O Jogo Bonito

I wrote this article for the October-December 2019 issue of ‘Indian Quarterly’ magazine. When they assigned the story to me, they gave me a general brief on capturing the Goan footballing culture. In planning it, though, I felt it important to set it in a historical context. Outside of the state, people know very little about the history of Goa, and the very different trajectory it has taken from the rest of India. Hardly anyone is aware that the Portuguese ruled here for 450 years, longer than the history of the Mughals and the British combined. I am astonished to still find people who think that Goa achieved freedom along with the rest of the country in 1947. So, in writing the story, I also peppered it with what was happening in Goa politically while the football story unfolded, and used the two parallel streams to talk about Goan society and culture, and football’s place in it.

It was the 1950s, and the world seemed to be starting anew. The depradations and deprivations of the war were fresh in the memory, but past. In many parts of the world – Asia and Africa in particular – the colonisers had left or been driven out, and fledgling nations were trying out their wings. In that context, Portugal was a peculiar hold-out. The government of Antonio Salazar, who had become Prime Minister in 1936 and clearly had no intention of giving way unless made to by force, was obstinately holding on to its colonies under the Estado Novo, the Portuguese Second Republic.

Like many other nations, India was in the first flush of its Independence. A motivating force behind the Non-Aligned Movement, it wished to be seen internationally as an apostle of peace, a beacon of neutrality. The dust of Partition had largely settled, and the aggressive muscling that had brought some of the more recalcitrant princely states to accession were passed off as the teething problems of a diverse but unified country. In this scenario, the Estado do India remained, like the indomitable village to the Roman Empire in the Asterix comics, a thorn in the flesh of the new nation.

In another theatre of war – the one called football – a former Portuguese colony had gained recognition as the home of o jogo bonito, the beautiful game. Brazil were yet to be crowned kings, but would be, late in the decade, with the arrival on the scene of the Crown Prince, Pele. Though by then it had a half-century of footballing behind it, Portugal itself was not yet a force in international football. Its club teams, however, were flourishing, and the game had seeped into the pores of its colonies.
In that crucial decade, with pressure building for it to relinquish its hold over lands far removed from the mother country, the Salazar regime had to throw everything they could at the idea of lusotropicalism, and a football, it found, was a handy thing to throw. The game became a useful element to bind the peoples of the Estado Novo together. Teams from the colonies started being sent out to play in other colonies, on tours that generated a great deal of excitement on both sides.

In 1955, the Clube Ferroviário de Lourenço-Marques landed in Goa, the first wave of a flood of football diplomacy that washed far inland. They would be followed by the Port Trust of Karachi, where many Goan expats worked and played, and ultimately, in 1959, by Benfica, which had already established its reputation as one of the great club sides of the world at the time.

“The Salazar government probably wanted to establish a connect with the locals, trying to score their own points, but it did give Goa a whiff of the greats of football,” says Marcus Mergulhao, sports editor with the Times of India in Goa, and something of an encyclopedia of football in the state. This exposure threw into high gear a passion among locals that had already been trundling along at some speed.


● **REQUIRED WORK**: Could you give back the records exactly, taking out the pictures?

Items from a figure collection
* * * * * * *
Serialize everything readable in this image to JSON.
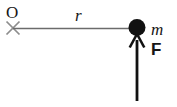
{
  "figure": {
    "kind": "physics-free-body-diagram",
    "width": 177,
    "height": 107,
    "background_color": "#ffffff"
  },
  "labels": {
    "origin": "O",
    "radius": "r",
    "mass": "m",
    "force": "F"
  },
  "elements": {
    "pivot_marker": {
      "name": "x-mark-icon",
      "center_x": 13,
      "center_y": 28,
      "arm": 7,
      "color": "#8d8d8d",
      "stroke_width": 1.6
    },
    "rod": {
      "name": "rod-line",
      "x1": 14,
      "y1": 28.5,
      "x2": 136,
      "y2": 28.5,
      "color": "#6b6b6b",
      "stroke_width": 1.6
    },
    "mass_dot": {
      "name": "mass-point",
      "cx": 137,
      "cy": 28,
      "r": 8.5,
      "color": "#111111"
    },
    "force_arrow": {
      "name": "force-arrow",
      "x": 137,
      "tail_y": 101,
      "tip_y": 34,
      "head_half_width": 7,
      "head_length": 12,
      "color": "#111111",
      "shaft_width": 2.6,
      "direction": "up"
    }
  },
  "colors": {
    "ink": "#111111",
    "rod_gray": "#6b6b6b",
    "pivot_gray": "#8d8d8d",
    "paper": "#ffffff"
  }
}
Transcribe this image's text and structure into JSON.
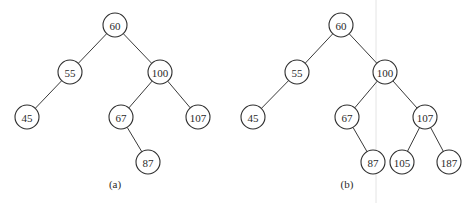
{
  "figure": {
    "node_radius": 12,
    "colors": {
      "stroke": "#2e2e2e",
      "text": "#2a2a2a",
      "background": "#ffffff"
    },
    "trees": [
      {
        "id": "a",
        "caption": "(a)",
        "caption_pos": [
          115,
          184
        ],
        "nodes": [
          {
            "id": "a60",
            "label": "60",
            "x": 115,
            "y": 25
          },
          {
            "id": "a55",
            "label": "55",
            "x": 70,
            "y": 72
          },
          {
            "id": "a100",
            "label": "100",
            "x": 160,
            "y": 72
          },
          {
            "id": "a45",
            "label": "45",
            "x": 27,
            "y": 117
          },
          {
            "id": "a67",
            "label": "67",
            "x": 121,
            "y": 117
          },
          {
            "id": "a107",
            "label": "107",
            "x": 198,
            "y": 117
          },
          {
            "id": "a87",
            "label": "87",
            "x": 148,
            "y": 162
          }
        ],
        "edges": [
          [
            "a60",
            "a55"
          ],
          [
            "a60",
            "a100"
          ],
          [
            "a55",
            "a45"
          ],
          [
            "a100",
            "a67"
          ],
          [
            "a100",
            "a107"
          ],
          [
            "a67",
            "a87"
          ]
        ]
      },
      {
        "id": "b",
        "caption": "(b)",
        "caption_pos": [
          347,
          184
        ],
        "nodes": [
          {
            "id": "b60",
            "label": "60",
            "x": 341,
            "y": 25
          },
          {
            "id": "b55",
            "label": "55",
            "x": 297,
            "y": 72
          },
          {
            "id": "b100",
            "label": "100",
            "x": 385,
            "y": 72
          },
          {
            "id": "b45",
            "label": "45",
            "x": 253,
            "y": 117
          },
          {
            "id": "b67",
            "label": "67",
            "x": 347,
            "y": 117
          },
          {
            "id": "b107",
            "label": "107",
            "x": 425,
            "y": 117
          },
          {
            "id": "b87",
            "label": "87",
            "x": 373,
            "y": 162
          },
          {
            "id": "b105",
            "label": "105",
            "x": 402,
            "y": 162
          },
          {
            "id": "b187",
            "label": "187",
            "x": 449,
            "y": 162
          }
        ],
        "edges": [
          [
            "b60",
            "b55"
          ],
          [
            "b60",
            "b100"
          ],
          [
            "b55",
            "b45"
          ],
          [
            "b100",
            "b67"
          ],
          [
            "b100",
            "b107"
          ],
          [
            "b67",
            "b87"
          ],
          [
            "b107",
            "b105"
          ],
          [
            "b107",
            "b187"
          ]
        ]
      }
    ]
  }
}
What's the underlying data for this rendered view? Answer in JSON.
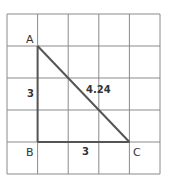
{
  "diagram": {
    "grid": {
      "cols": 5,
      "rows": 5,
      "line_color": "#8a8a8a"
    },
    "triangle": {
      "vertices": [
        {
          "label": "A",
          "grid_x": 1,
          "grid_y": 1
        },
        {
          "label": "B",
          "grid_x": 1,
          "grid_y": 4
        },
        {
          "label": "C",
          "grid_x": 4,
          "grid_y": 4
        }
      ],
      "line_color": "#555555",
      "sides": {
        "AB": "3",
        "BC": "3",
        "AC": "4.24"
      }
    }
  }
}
* * * * * * *
● **EXERCISE RESPONSE**:
Serialize everything readable in this image to JSON.
{
  "figure": {
    "kind": "physics-free-body-diagram",
    "width": 177,
    "height": 107,
    "background_color": "#ffffff"
  },
  "labels": {
    "origin": "O",
    "radius": "r",
    "mass": "m",
    "force": "F"
  },
  "elements": {
    "pivot_marker": {
      "name": "x-mark-icon",
      "center_x": 13,
      "center_y": 28,
      "arm": 7,
      "color": "#8d8d8d",
      "stroke_width": 1.6
    },
    "rod": {
      "name": "rod-line",
      "x1": 14,
      "y1": 28.5,
      "x2": 136,
      "y2": 28.5,
      "color": "#6b6b6b",
      "stroke_width": 1.6
    },
    "mass_dot": {
      "name": "mass-point",
      "cx": 137,
      "cy": 28,
      "r": 8.5,
      "color": "#111111"
    },
    "force_arrow": {
      "name": "force-arrow",
      "x": 137,
      "tail_y": 101,
      "tip_y": 34,
      "head_half_width": 7,
      "head_length": 12,
      "color": "#111111",
      "shaft_width": 2.6,
      "direction": "up"
    }
  },
  "colors": {
    "ink": "#111111",
    "rod_gray": "#6b6b6b",
    "pivot_gray": "#8d8d8d",
    "paper": "#ffffff"
  }
}
Transcribe this image's text and structure into JSON.
{
  "figure": {
    "node_radius": 12,
    "colors": {
      "stroke": "#2e2e2e",
      "text": "#2a2a2a",
      "background": "#ffffff"
    },
    "trees": [
      {
        "id": "a",
        "caption": "(a)",
        "caption_pos": [
          115,
          184
        ],
        "nodes": [
          {
            "id": "a60",
            "label": "60",
            "x": 115,
            "y": 25
          },
          {
            "id": "a55",
            "label": "55",
            "x": 70,
            "y": 72
          },
          {
            "id": "a100",
            "label": "100",
            "x": 160,
            "y": 72
          },
          {
            "id": "a45",
            "label": "45",
            "x": 27,
            "y": 117
          },
          {
            "id": "a67",
            "label": "67",
            "x": 121,
            "y": 117
          },
          {
            "id": "a107",
            "label": "107",
            "x": 198,
            "y": 117
          },
          {
            "id": "a87",
            "label": "87",
            "x": 148,
            "y": 162
          }
        ],
        "edges": [
          [
            "a60",
            "a55"
          ],
          [
            "a60",
            "a100"
          ],
          [
            "a55",
            "a45"
          ],
          [
            "a100",
            "a67"
          ],
          [
            "a100",
            "a107"
          ],
          [
            "a67",
            "a87"
          ]
        ]
      },
      {
        "id": "b",
        "caption": "(b)",
        "caption_pos": [
          347,
          184
        ],
        "nodes": [
          {
            "id": "b60",
            "label": "60",
            "x": 341,
            "y": 25
          },
          {
            "id": "b55",
            "label": "55",
            "x": 297,
            "y": 72
          },
          {
            "id": "b100",
            "label": "100",
            "x": 385,
            "y": 72
          },
          {
            "id": "b45",
            "label": "45",
            "x": 253,
            "y": 117
          },
          {
            "id": "b67",
            "label": "67",
            "x": 347,
            "y": 117
          },
          {
            "id": "b107",
            "label": "107",
            "x": 425,
            "y": 117
          },
          {
            "id": "b87",
            "label": "87",
            "x": 373,
            "y": 162
          },
          {
            "id": "b105",
            "label": "105",
            "x": 402,
            "y": 162
          },
          {
            "id": "b187",
            "label": "187",
            "x": 449,
            "y": 162
          }
        ],
        "edges": [
          [
            "b60",
            "b55"
          ],
          [
            "b60",
            "b100"
          ],
          [
            "b55",
            "b45"
          ],
          [
            "b100",
            "b67"
          ],
          [
            "b100",
            "b107"
          ],
          [
            "b67",
            "b87"
          ],
          [
            "b107",
            "b105"
          ],
          [
            "b107",
            "b187"
          ]
        ]
      }
    ]
  }
}
What's the underlying data for this rendered view? Answer in JSON.
{
  "diagram": {
    "grid": {
      "cols": 5,
      "rows": 5,
      "line_color": "#8a8a8a"
    },
    "triangle": {
      "vertices": [
        {
          "label": "A",
          "grid_x": 1,
          "grid_y": 1
        },
        {
          "label": "B",
          "grid_x": 1,
          "grid_y": 4
        },
        {
          "label": "C",
          "grid_x": 4,
          "grid_y": 4
        }
      ],
      "line_color": "#555555",
      "sides": {
        "AB": "3",
        "BC": "3",
        "AC": "4.24"
      }
    }
  }
}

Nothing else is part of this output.